So what of the post-truth world of Donald Trump? They counted all the the votes, carefully, accurately. Then comes the big lie claiming that he won the election by a landslide, except in the eyes of many it is not a lie, not even an alternative truth, but the truth: his victory in spite of all of the evidence. In the minds of believers all that evidence simply proves just how successful the fraud was. The biggest electoral fraud ever. A conspiracy by the the deep state to thwart the ascension of the rightful victor.  A fraud so well executed that how it was done cannot be found out, even when challenged in the courts. But it was done – of that believers are sure: it has become an article of faith. And America steps into the world of post-truth, a world that blurs the distinctions between misinformation, disinformation and malinformation – the three disorders of information – and takes a step closer towards adding vranyo to the list. 

Fake, such a useful appellation when you wish to dismiss discomforting or challenging news; the dissonance between what you would like to be true and what you are being confronted with. Humans do not like dissonance. We work hard to dissipate it. It invites a blurring between belief and knowledge in order to make ourselves comfortable: comforting beliefs are so much more preferable than confronting discomforting truths. Belief may allow and element of choice, of choosing the comforting, because believing is not knowing. It has a degree of latitude; it might be so, it might be not so. Knowledge does not: there is no latitude. Beliefs may be plural because there is uncertainty. Knowledge is always singular: it is what is. Acquiring it is is hard work. It tests itself against reality. 

Has the consumer society engendered consumer truth? Versions the tests for which is that they sit comfortably with you.
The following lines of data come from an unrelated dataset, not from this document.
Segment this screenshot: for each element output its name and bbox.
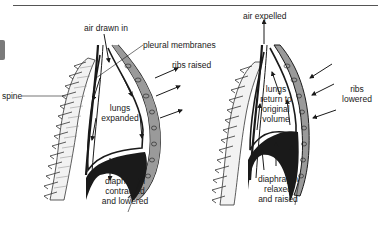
label-ribs-lowered: ribs lowered (340, 84, 374, 104)
label-diaphragm-relaxed: diaphragm relaxed and raised (250, 174, 306, 204)
label-lungs-return-line1: lungs (254, 84, 298, 94)
label-diaphragm-relaxed-line3: and raised (250, 194, 306, 204)
label-lungs-return: lungs return to original volume (254, 84, 298, 124)
label-diaphragm-contracted: diaphragm contracted and lowered (95, 176, 155, 206)
label-diaphragm-contracted-line2: contracted (95, 186, 155, 196)
label-spine: spine (2, 91, 22, 101)
label-lungs-return-line3: original (254, 104, 298, 114)
label-lungs-expanded-line1: lungs (100, 103, 140, 113)
label-diaphragm-relaxed-line1: diaphragm (250, 174, 306, 184)
label-lungs-expanded: lungs expanded (100, 103, 140, 123)
label-pleural-membranes: pleural membranes (143, 40, 216, 50)
label-diaphragm-contracted-line3: and lowered (95, 196, 155, 206)
label-ribs-lowered-line2: lowered (340, 94, 374, 104)
label-air-drawn-in: air drawn in (84, 23, 128, 33)
label-ribs-lowered-line1: ribs (340, 84, 374, 94)
label-lungs-return-line4: volume (254, 114, 298, 124)
label-ribs-raised: ribs raised (172, 60, 211, 70)
label-lungs-return-line2: return to (254, 94, 298, 104)
label-diaphragm-contracted-line1: diaphragm (95, 176, 155, 186)
label-diaphragm-relaxed-line2: relaxed (250, 184, 306, 194)
label-lungs-expanded-line2: expanded (100, 113, 140, 123)
label-air-expelled: air expelled (243, 11, 286, 21)
breathing-diagram (0, 0, 378, 226)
Fast food versions that need little effort to acquire and which are tested against how little discomfort they cause rather than against the hard edge of reality? 
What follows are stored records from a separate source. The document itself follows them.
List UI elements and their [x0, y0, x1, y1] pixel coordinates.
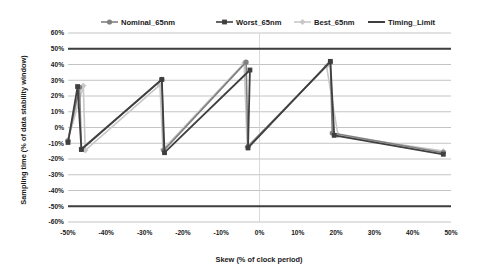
data-point-marker [246, 146, 251, 151]
x-tick-label: 40% [406, 229, 419, 236]
x-tick-label: -30% [137, 229, 153, 236]
legend-label: Worst_65nm [236, 18, 282, 27]
x-tick-label: 0% [255, 229, 265, 236]
x-tick-label: -50% [60, 229, 76, 236]
y-tick-label: 20% [51, 92, 64, 99]
legend-label: Best_65nm [314, 18, 355, 27]
y-tick-label: -60% [49, 218, 65, 225]
data-point-marker [79, 147, 84, 152]
sampling-time-vs-skew-chart: Nominal_65nmWorst_65nmBest_65nmTiming_Li… [0, 0, 478, 279]
data-point-marker [222, 20, 227, 25]
data-point-marker [441, 152, 446, 157]
x-tick-label: 30% [368, 229, 381, 236]
x-tick-label: -20% [175, 229, 191, 236]
y-tick-label: 50% [51, 45, 64, 52]
y-tick-label: -20% [49, 155, 65, 162]
y-tick-label: 10% [51, 108, 64, 115]
chart-background [0, 0, 478, 279]
x-tick-label: -40% [99, 229, 115, 236]
data-point-marker [66, 140, 71, 145]
data-point-marker [162, 150, 167, 155]
data-point-marker [248, 68, 253, 73]
y-tick-label: -40% [49, 187, 65, 194]
x-tick-label: 10% [291, 229, 304, 236]
x-tick-label: 20% [329, 229, 342, 236]
legend-label: Nominal_65nm [121, 18, 175, 27]
data-point-marker [328, 59, 333, 64]
x-axis-title: Skew (% of clock period) [215, 255, 303, 264]
y-tick-label: 60% [51, 29, 64, 36]
legend-label: Timing_Limit [388, 18, 436, 27]
y-tick-label: 0% [54, 124, 64, 131]
chart-container: Nominal_65nmWorst_65nmBest_65nmTiming_Li… [0, 0, 478, 279]
y-axis-title: Sampling time (% of data stability windo… [19, 55, 28, 205]
data-point-marker [243, 60, 248, 65]
y-tick-label: -50% [49, 203, 65, 210]
y-tick-label: 40% [51, 61, 64, 68]
x-tick-label: -10% [213, 229, 229, 236]
data-point-marker [107, 19, 112, 24]
data-point-marker [332, 133, 337, 138]
y-tick-label: -30% [49, 171, 65, 178]
data-point-marker [75, 84, 80, 89]
x-tick-label: 50% [444, 229, 457, 236]
y-tick-label: -10% [49, 140, 65, 147]
data-point-marker [159, 77, 164, 82]
y-tick-label: 30% [51, 77, 64, 84]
Fake, ersatz, faux, fabricated, surrogate, facsimile, artificial, substitute, imitation, synthetic, false, mock, simulated, pseudo, sham, bogus, spurious, counterfeit, forged, pretended, manufactured, forgery, fraud, hoax: there are so many words with which to convey information distortion or substitution, but perhaps the worst modern concoction is 'alternative'. It invites the Schroedinger possibility of manifold truths about the same thing at the same time – but even Schroedinger knew the box would be opened and only one truth would remain – we simply would know which in advance. There is no such thing as an alternative truth. There are alternatives until the box is opened, but then reality rules, OK!
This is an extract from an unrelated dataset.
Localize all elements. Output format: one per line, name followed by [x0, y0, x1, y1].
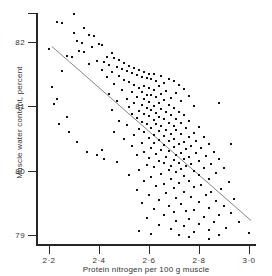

As for Britain, an adept of the 50 shades of untruth is now its leader. According to one observer, he has perfected the art of lying, in fact he has mastered the use of error, omission, exaggeration, diminution, equivocation and flat denial. He has perfected casuistry, circumlocution, false equivalence, and false analogy. He is equally adept at the ironic jest, the fib and the grand lie; the weasel word and the half-truth; the hyperbolic lie, the obvious lie and the bullshit lie.

Poor truth has taken a battering in recent years. Post-modern sophistry has made it seem a hall of mirrors. It is not reality's problem: that is always singular. The moment we attempt to transpose it into words it become a plurality of possibles, but they are far from all equally good. Sifting to the best fit, the most authentic, is the service required. That is where the danger lies of generating alternatives; a stopping short of refining down to the singularity; of choosing to be blind to the evidence for reasons of political expediency, or in order to avoid the dissonance. 

In our world of political affairs, respect for truth is pivotal: edging towards that singularity matters. Discounting the weaker alternatives, screening out prejudices, watching for confirmation bias are all part of what is required. Truth is not what makes us feel comfortable: often it is what makes us feel uncomfortable. The blight of populist 'truth' and the lack of integrity shown by the holders of public office has led to the formation of organisations concern with returning truth in public affairs to where it belongs – as something fundamental to our democracy.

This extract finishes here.